Commons : Harald Naegeli  - Collection of images, videos and audio files

Individual evidence

  1. Berner Zeitung : Harald Naegeli: "I spray again" , October 11, 2008.
  2. Ulrich Blanché: Something to s (pr) ay: The street artist Banksy. An art-historical investigation. Tectum-Verlag, Marburg 2010, ISBN 978-3-8288-2283-2 .
  3. Harald Naegeli on TÜpedia with web links to his Tübingen works.
  4. ^ Graphic collection at the Art History Institute of the University of Tübingen ( Memento from July 16, 2012 in the Internet Archive )
  5. ^ "The Urwolke" - An exhibition by Harald Naegeli, the sprayer from Zurich. Press release from the Eberhard-Karls-Universität Tübingen on May 29, 2002.
  6. Undine must not die. In: Unijournal. No. 5, Zurich, October 18, 2004, p. 5. ( rwi.uzh.ch ( Memento from September 21, 2011 in the Internet Archive ))
  7. Andres Wysling: Spray males in tailor-made suit . In: Neue Zürcher Zeitung . No. 302 , December 30, 2009, p. 15 ( nzz.ch ).
  8. kuenstlerbund.de: "Herbarium of Views - New Admissions in the German Association of Artists" ( Memento from March 4, 2016 in the Internet Archive ) (accessed November 15, 2015)

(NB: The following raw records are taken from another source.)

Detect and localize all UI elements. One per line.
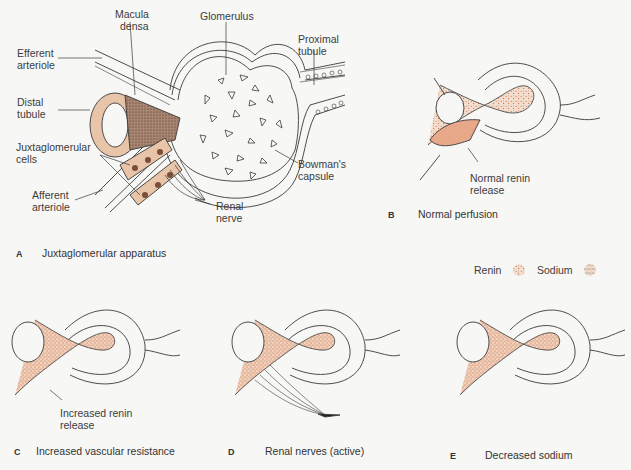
label-afferent-arteriole-2: arteriole [32,201,70,213]
panel-d-caption: Renal nerves (active) [265,445,364,457]
sodium-swatch-icon [584,264,596,276]
panel-e-letter: E [450,451,456,461]
label-distal-tubule-2: tubule [17,108,46,120]
label-juxtaglomerular-cells-1: Juxtaglomerular [16,141,91,153]
panel-a-caption: Juxtaglomerular apparatus [42,247,166,259]
panel-d-illustration [232,310,400,417]
diagram-canvas [0,0,631,470]
label-glomerulus: Glomerulus [200,10,254,22]
panel-b-letter: B [388,210,395,220]
panel-c-annotation-2: release [60,419,94,431]
panel-c-letter: C [14,447,21,457]
legend-renin-label: Renin [474,264,501,276]
renin-swatch-icon [513,264,525,276]
panel-c-illustration [12,310,180,400]
label-macula-densa-2: densa [120,20,149,32]
label-macula-densa-1: Macula [115,8,149,20]
panel-d-letter: D [228,447,235,457]
label-renal-nerve-2: nerve [216,212,242,224]
panel-c-caption: Increased vascular resistance [36,445,175,457]
label-juxtaglomerular-cells-2: cells [16,153,37,165]
label-distal-tubule-1: Distal [17,96,43,108]
label-bowmans-capsule-1: Bowman's [298,158,346,170]
panel-b-annotation-2: release [470,184,504,196]
panel-c-annotation-1: Increased renin [60,407,132,419]
label-proximal-tubule-2: tubule [298,45,327,57]
label-bowmans-capsule-2: capsule [298,170,334,182]
panel-a-letter: A [16,249,23,259]
panel-b-illustration [420,63,600,180]
label-afferent-arteriole-1: Afferent [32,189,69,201]
panel-e-caption: Decreased sodium [485,449,573,461]
label-efferent-arteriole-2: arteriole [17,59,55,71]
label-proximal-tubule-1: Proximal [298,33,339,45]
panel-e-illustration [457,310,625,395]
legend-sodium-label: Sodium [537,264,573,276]
label-efferent-arteriole-1: Efferent [17,47,54,59]
panel-b-caption: Normal perfusion [418,208,498,220]
panel-b-annotation-1: Normal renin [470,172,530,184]
label-renal-nerve-1: Renal [216,200,243,212]
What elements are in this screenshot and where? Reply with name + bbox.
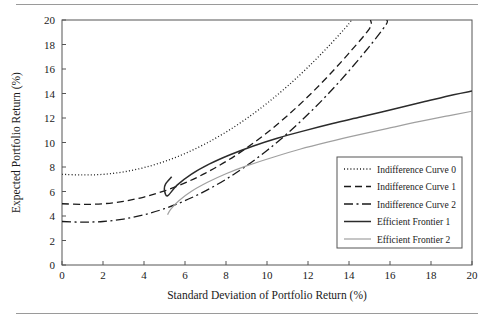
y-tick-label: 4 — [50, 210, 56, 222]
x-axis-title: Standard Deviation of Portfolio Return (… — [167, 289, 367, 302]
legend-label-2[interactable]: Indifference Curve 2 — [377, 200, 456, 210]
y-tick-label: 2 — [50, 235, 56, 247]
series-line-1 — [62, 20, 371, 204]
x-tick-label: 8 — [223, 269, 229, 281]
x-tick-label: 4 — [141, 269, 147, 281]
y-axis-title: Expected Portfolio Return (%) — [10, 72, 23, 213]
bottom-divider-rule — [16, 313, 478, 314]
legend-label-4[interactable]: Efficient Frontier 2 — [377, 235, 450, 245]
legend-label-3[interactable]: Efficient Frontier 1 — [377, 217, 450, 227]
figure-container: 0246810121416182002468101214161820Standa… — [0, 0, 494, 319]
y-tick-label: 6 — [50, 186, 56, 198]
y-tick-label: 12 — [44, 112, 55, 124]
x-tick-label: 10 — [262, 269, 274, 281]
x-tick-label: 20 — [467, 269, 479, 281]
y-tick-label: 18 — [44, 39, 56, 51]
x-tick-label: 12 — [303, 269, 314, 281]
x-tick-label: 14 — [344, 269, 356, 281]
x-tick-label: 16 — [385, 269, 397, 281]
x-tick-label: 0 — [59, 269, 65, 281]
portfolio-efficient-frontier-chart: 0246810121416182002468101214161820Standa… — [0, 0, 494, 319]
y-tick-label: 16 — [44, 63, 56, 75]
y-tick-label: 0 — [50, 259, 56, 271]
y-tick-label: 8 — [50, 161, 56, 173]
x-tick-label: 18 — [426, 269, 438, 281]
x-tick-label: 2 — [100, 269, 106, 281]
x-tick-label: 6 — [182, 269, 188, 281]
y-tick-label: 20 — [44, 14, 56, 26]
y-tick-label: 10 — [44, 137, 56, 149]
chart-legend[interactable]: Indifference Curve 0Indifference Curve 1… — [337, 157, 462, 248]
legend-label-0[interactable]: Indifference Curve 0 — [377, 165, 456, 175]
top-divider-rule — [16, 4, 478, 5]
y-tick-label: 14 — [44, 88, 56, 100]
legend-label-1[interactable]: Indifference Curve 1 — [377, 182, 456, 192]
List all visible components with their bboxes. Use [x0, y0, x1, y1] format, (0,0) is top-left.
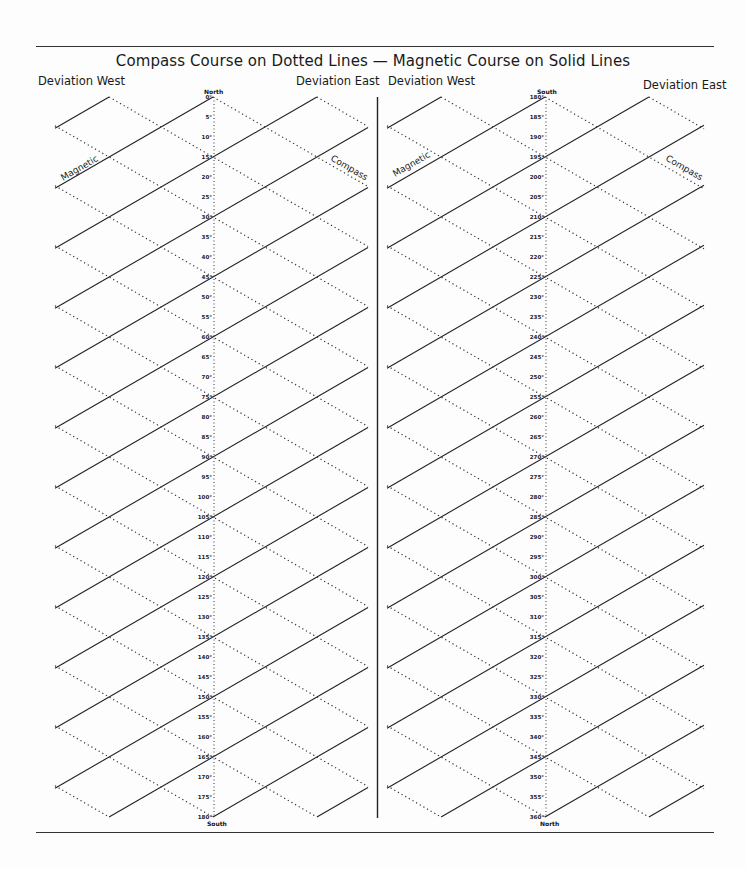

  9. Christoph Mörgeli : Reconciled with the repeat offender. In: Weltwoche . 48.18, p. 38.
  10. The «Sprayer von Zürich» leaves his dance of death as a fragment and says: «Art must outsmart society». In: NZZ Online. 19th June 2019.
  11. Harald Naegeli has to pay for flamingo graffiti. In: Spiegel online. 2nd April 2019.
  12. Harald Naegeli turns his back on Düsseldorf. In: Express . Düsseldorf, December 1, 2019.